1/29/20

Climate specialist: Corn Belt will be Dust Bowl by 2025


My dad used to recount a favorite story about a day in 1935, when, in the worst of the Dirty Thirties, he and his brother Kenneth walked across a completely dry basin that had formerly held Lake Benton.

Yes, tornadoes, flooding, habitat destruction, wildfire potential, eight month winters now the weather outlook is for the Dust Bowl to return to the chemical toilet, perpetual welfare state and permanent disaster area that is South Dakota.
Ellwyn Taylor spoke Tuesday on “Climate Trends for 2020 and Beyond” at the Southeast Research Farm’s annual meeting in Yankton. South Dakota State University’s Cooperative Extension Service operates the farm southwest of Beresford. The United States is moving toward a dust bowl similar to the Depression with its “Dirty ‘30s,” Taylor predicted. “We’ve seen dust bowls in 1847 and 1936, which would put the next Dust Bowl at 2025.” One of the significant areas of change in corn production has come in South Dakota. “Look at the extent now in South Dakota, the acres that are in corn production as compared to what it was at the end of 1950,” he said. [Yankton Press & Dakotan]
The grassland fire danger will reach the high category Thursday for parts of western South Dakota.

Ash and soot from wildfires in the Siberian taiga are accelerating the loss of Arctic sea ice driving more frequent and deeper polar vortexes. Very soon the Yellowstone supervolcano will finally put South Dakota out of its misery.

1 comment:

larry kurtz said...

In 2016 there were 143 impaired waterbodies in South Dakota; today there are at least 170: Pierre Capital Journal.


▶ [WORK ITEM]: This exercise requires an exact output of the listing, images omitted.
*** Opening of AVAILABLE DATA ***
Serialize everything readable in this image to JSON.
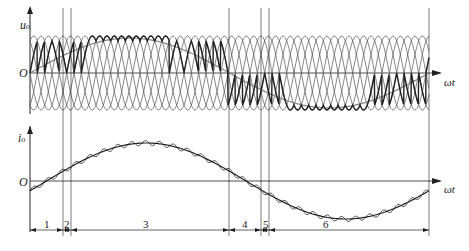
{
  "figure": {
    "top_plot": {
      "y_axis_label": "u",
      "y_axis_sub": "o",
      "origin_label": "O",
      "x_axis_label": "ωt",
      "description": "Cycloconverter output voltage built from segments of multi-phase supply voltages (thick line) with fundamental reference (grey)"
    },
    "bottom_plot": {
      "y_axis_label": "i",
      "y_axis_sub": "o",
      "origin_label": "O",
      "x_axis_label": "ωt",
      "description": "Output current: rippled actual current and smooth fundamental"
    },
    "intervals": [
      {
        "label": "1"
      },
      {
        "label": "2"
      },
      {
        "label": "3"
      },
      {
        "label": "4"
      },
      {
        "label": "5"
      },
      {
        "label": "6"
      }
    ],
    "colors": {
      "line": "#222222",
      "carrier": "#555555",
      "reference": "#888888"
    }
  }
}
*** Close of AVAILABLE DATA ***
▶ [SOLUTION BELOW]:
Serialize everything readable in this image to JSON.
{
  "figure": {
    "top_plot": {
      "y_axis_label": "u",
      "y_axis_sub": "o",
      "origin_label": "O",
      "x_axis_label": "ωt",
      "description": "Cycloconverter output voltage built from segments of multi-phase supply voltages (thick line) with fundamental reference (grey)"
    },
    "bottom_plot": {
      "y_axis_label": "i",
      "y_axis_sub": "o",
      "origin_label": "O",
      "x_axis_label": "ωt",
      "description": "Output current: rippled actual current and smooth fundamental"
    },
    "intervals": [
      {
        "label": "1"
      },
      {
        "label": "2"
      },
      {
        "label": "3"
      },
      {
        "label": "4"
      },
      {
        "label": "5"
      },
      {
        "label": "6"
      }
    ],
    "colors": {
      "line": "#222222",
      "carrier": "#555555",
      "reference": "#888888"
    }
  }
}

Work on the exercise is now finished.